Java why is class generic
However, the ability to use generic typed methods is the correct answer; it's just not clear from the given example here. Chris Arguin Chris Arguin Bill the Lizard Bill the Lizard k gold badges silver badges bronze badges.
Sign up or log in Sign up using Google. Sign up using Facebook. Sign up using Email and Password. Post as a guest Name. Email Required, but never shown. The Overflow Blog. Does ES6 make JavaScript frameworks obsolete? Podcast Do polyglots have an edge when it comes to mastering programming Featured on Meta. Now live: A fully responsive profile. Related Hot Network Questions. You can write a single generic method declaration that can be called with arguments of different types.
Based on the types of the arguments passed to the generic method, the compiler handles each method call appropriately. Each type parameter section contains one or more type parameters separated by commas. A type parameter, also known as a type variable, is an identifier that specifies a generic type name.
The type parameters can be used to declare the return type and act as placeholders for the types of the arguments passed to the generic method, which are known as actual type arguments. A generic method's body is declared like that of any other method. Note that type parameters can represent only reference types, not primitive types like int, double and char. There may be times when you'll want to restrict the kinds of types that are allowed to be passed to a type parameter.
Kotlin doesn't have these. Instead, Kotlin has declaration-site variance and type projections. Let's think about why Java needs these mysterious wildcards. If List were not invariant , it would have been no better than Java's arrays, as the following code would have compiled but caused an exception at runtime:. Java prohibits such things in order to guarantee run-time safety.
But this has implications. For example, consider the addAll method from the Collection interface. What's the signature of this method? Intuitively, you'd write it this way:. That's why the actual signature of addAll is the following:. The wildcard type argument?
This means that you can safely read E 's from items elements of this collection are instances of a subclass of E , but cannot write to it as you don't know what objects comply with that unknown subtype of E. In other words, the wildcard with an extends -bound upper bound makes the type covariant.
The key to understanding why this works is rather simple: if you can only take items from a collection, then using a collection of String s and reading Object s from it is fine. Joshua Bloch gives the name Producers to objects you only read from and Consumers to those you only write to. He recommends:. But Java does not know this, and still prohibits it:.
Doing so is meaningless, because you can call all the same methods on such a variable as before, so there's no value added by the more complex type. But the compiler does not know that. In Kotlin, there is a way to explain this sort of thing to the compiler. To do this, use the out modifier:.
In other words, you can say that the class C is covariant in the parameter T , or that T is a covariant type parameter.
The out modifier is called a variance annotation , and since it is provided at the type parameter declaration site, it provides declaration-site variance.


TASK DESCRIPTION = An exact copy of the entries, with every picture omitted, is what is needed here.

EXTRACTED ENTRIES =
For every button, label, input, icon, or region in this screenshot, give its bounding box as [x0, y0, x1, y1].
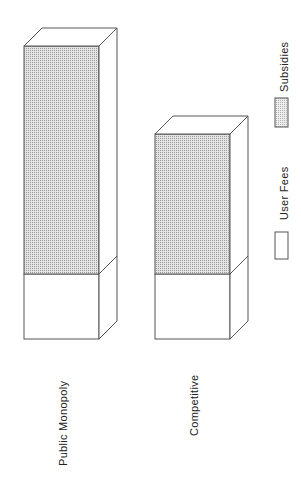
bar-side-face: [230, 116, 248, 274]
segment-user-fees: [155, 274, 230, 339]
legend-swatch-user-fees: [275, 232, 288, 259]
segment-user-fees: [24, 274, 99, 339]
bar-competitive: [155, 116, 248, 339]
bar-public-monopoly: [24, 28, 117, 339]
legend-label-subsidies: Subsidies: [278, 42, 290, 92]
bar-side-face: [99, 28, 117, 274]
segment-subsidies: [24, 46, 99, 274]
legend-swatch-subsidies: [275, 98, 288, 127]
segment-subsidies: [155, 134, 230, 274]
category-label-competitive: Competitive: [188, 375, 200, 436]
category-label-public-monopoly: Public Monopoly: [57, 381, 69, 466]
legend-label-user-fees: User Fees: [278, 167, 290, 220]
stacked-bar-chart: [0, 0, 301, 487]
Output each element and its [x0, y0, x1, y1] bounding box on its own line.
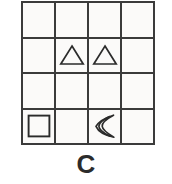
cell-content-r4c2 — [56, 110, 87, 144]
cell-content-r4c3 — [89, 110, 120, 144]
grid-cell-r4c1 — [22, 109, 55, 145]
grid-cell-r1c1 — [22, 2, 55, 38]
grid-cell-r3c4 — [121, 73, 154, 109]
shape-grid — [21, 1, 155, 145]
grid-cell-r2c3 — [88, 38, 121, 74]
figure-label: C — [0, 150, 172, 178]
cell-content-r1c2 — [56, 3, 87, 37]
crescent-moon-icon — [92, 113, 118, 139]
grid-row — [22, 2, 154, 38]
grid-cell-r2c1 — [22, 38, 55, 74]
triangle-icon — [59, 44, 85, 66]
grid-cell-r1c2 — [55, 2, 88, 38]
grid-cell-r2c4 — [121, 38, 154, 74]
grid-row — [22, 38, 154, 74]
triangle-icon — [92, 44, 118, 66]
grid-cell-r3c2 — [55, 73, 88, 109]
cell-content-r2c4 — [122, 39, 153, 73]
grid-cell-r1c3 — [88, 2, 121, 38]
cell-content-r3c2 — [56, 74, 87, 108]
answer-option-figure: C — [0, 0, 172, 184]
cell-content-r3c4 — [122, 74, 153, 108]
grid-row — [22, 73, 154, 109]
grid-cell-r3c1 — [22, 73, 55, 109]
cell-content-r2c3 — [89, 39, 120, 73]
cell-content-r1c3 — [89, 3, 120, 37]
cell-content-r4c4 — [122, 110, 153, 144]
grid-table — [21, 1, 155, 145]
cell-content-r2c1 — [23, 39, 54, 73]
cell-content-r3c3 — [89, 74, 120, 108]
square-icon — [27, 114, 51, 138]
cell-content-r1c1 — [23, 3, 54, 37]
grid-cell-r4c4 — [121, 109, 154, 145]
grid-cell-r3c3 — [88, 73, 121, 109]
cell-content-r3c1 — [23, 74, 54, 108]
grid-cell-r4c3 — [88, 109, 121, 145]
cell-content-r1c4 — [122, 3, 153, 37]
cell-content-r4c1 — [23, 110, 54, 144]
cell-content-r2c2 — [56, 39, 87, 73]
grid-cell-r1c4 — [121, 2, 154, 38]
grid-row — [22, 109, 154, 145]
grid-cell-r4c2 — [55, 109, 88, 145]
grid-cell-r2c2 — [55, 38, 88, 74]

RESPONSE TO THIS EXERCISE =
For every button, label, input, icon, or region in this screenshot, give its bounding box as [x0, y0, x1, y1].
bar-side-face: [230, 116, 248, 274]
segment-user-fees: [155, 274, 230, 339]
legend-swatch-user-fees: [275, 232, 288, 259]
segment-user-fees: [24, 274, 99, 339]
bar-competitive: [155, 116, 248, 339]
bar-public-monopoly: [24, 28, 117, 339]
legend-label-subsidies: Subsidies: [278, 42, 290, 92]
bar-side-face: [99, 28, 117, 274]
segment-subsidies: [24, 46, 99, 274]
legend-swatch-subsidies: [275, 98, 288, 127]
segment-subsidies: [155, 134, 230, 274]
category-label-competitive: Competitive: [188, 375, 200, 436]
category-label-public-monopoly: Public Monopoly: [57, 381, 69, 466]
legend-label-user-fees: User Fees: [278, 167, 290, 220]
stacked-bar-chart: [0, 0, 301, 487]
Output each element and its [x0, y0, x1, y1] bounding box on its own line.
cell-content-r4c2 — [56, 110, 87, 144]
cell-content-r4c3 — [89, 110, 120, 144]
grid-cell-r4c1 — [22, 109, 55, 145]
grid-cell-r1c1 — [22, 2, 55, 38]
grid-cell-r3c4 — [121, 73, 154, 109]
shape-grid — [21, 1, 155, 145]
grid-cell-r2c3 — [88, 38, 121, 74]
figure-label: C — [0, 150, 172, 178]
cell-content-r1c2 — [56, 3, 87, 37]
crescent-moon-icon — [92, 113, 118, 139]
grid-row — [22, 2, 154, 38]
grid-cell-r2c1 — [22, 38, 55, 74]
triangle-icon — [59, 44, 85, 66]
grid-cell-r1c2 — [55, 2, 88, 38]
grid-cell-r2c4 — [121, 38, 154, 74]
grid-row — [22, 38, 154, 74]
triangle-icon — [92, 44, 118, 66]
grid-cell-r3c2 — [55, 73, 88, 109]
cell-content-r2c4 — [122, 39, 153, 73]
grid-cell-r1c3 — [88, 2, 121, 38]
cell-content-r3c2 — [56, 74, 87, 108]
answer-option-figure: C — [0, 0, 172, 184]
cell-content-r3c4 — [122, 74, 153, 108]
grid-row — [22, 73, 154, 109]
grid-cell-r3c1 — [22, 73, 55, 109]
cell-content-r2c3 — [89, 39, 120, 73]
cell-content-r1c3 — [89, 3, 120, 37]
cell-content-r4c4 — [122, 110, 153, 144]
grid-table — [21, 1, 155, 145]
cell-content-r2c1 — [23, 39, 54, 73]
cell-content-r3c3 — [89, 74, 120, 108]
square-icon — [27, 114, 51, 138]
cell-content-r1c1 — [23, 3, 54, 37]
grid-cell-r4c4 — [121, 109, 154, 145]
grid-cell-r3c3 — [88, 73, 121, 109]
cell-content-r3c1 — [23, 74, 54, 108]
grid-cell-r4c3 — [88, 109, 121, 145]
cell-content-r1c4 — [122, 3, 153, 37]
cell-content-r4c1 — [23, 110, 54, 144]
cell-content-r2c2 — [56, 39, 87, 73]
grid-cell-r1c4 — [121, 2, 154, 38]
grid-row — [22, 109, 154, 145]
grid-cell-r4c2 — [55, 109, 88, 145]
grid-cell-r2c2 — [55, 38, 88, 74]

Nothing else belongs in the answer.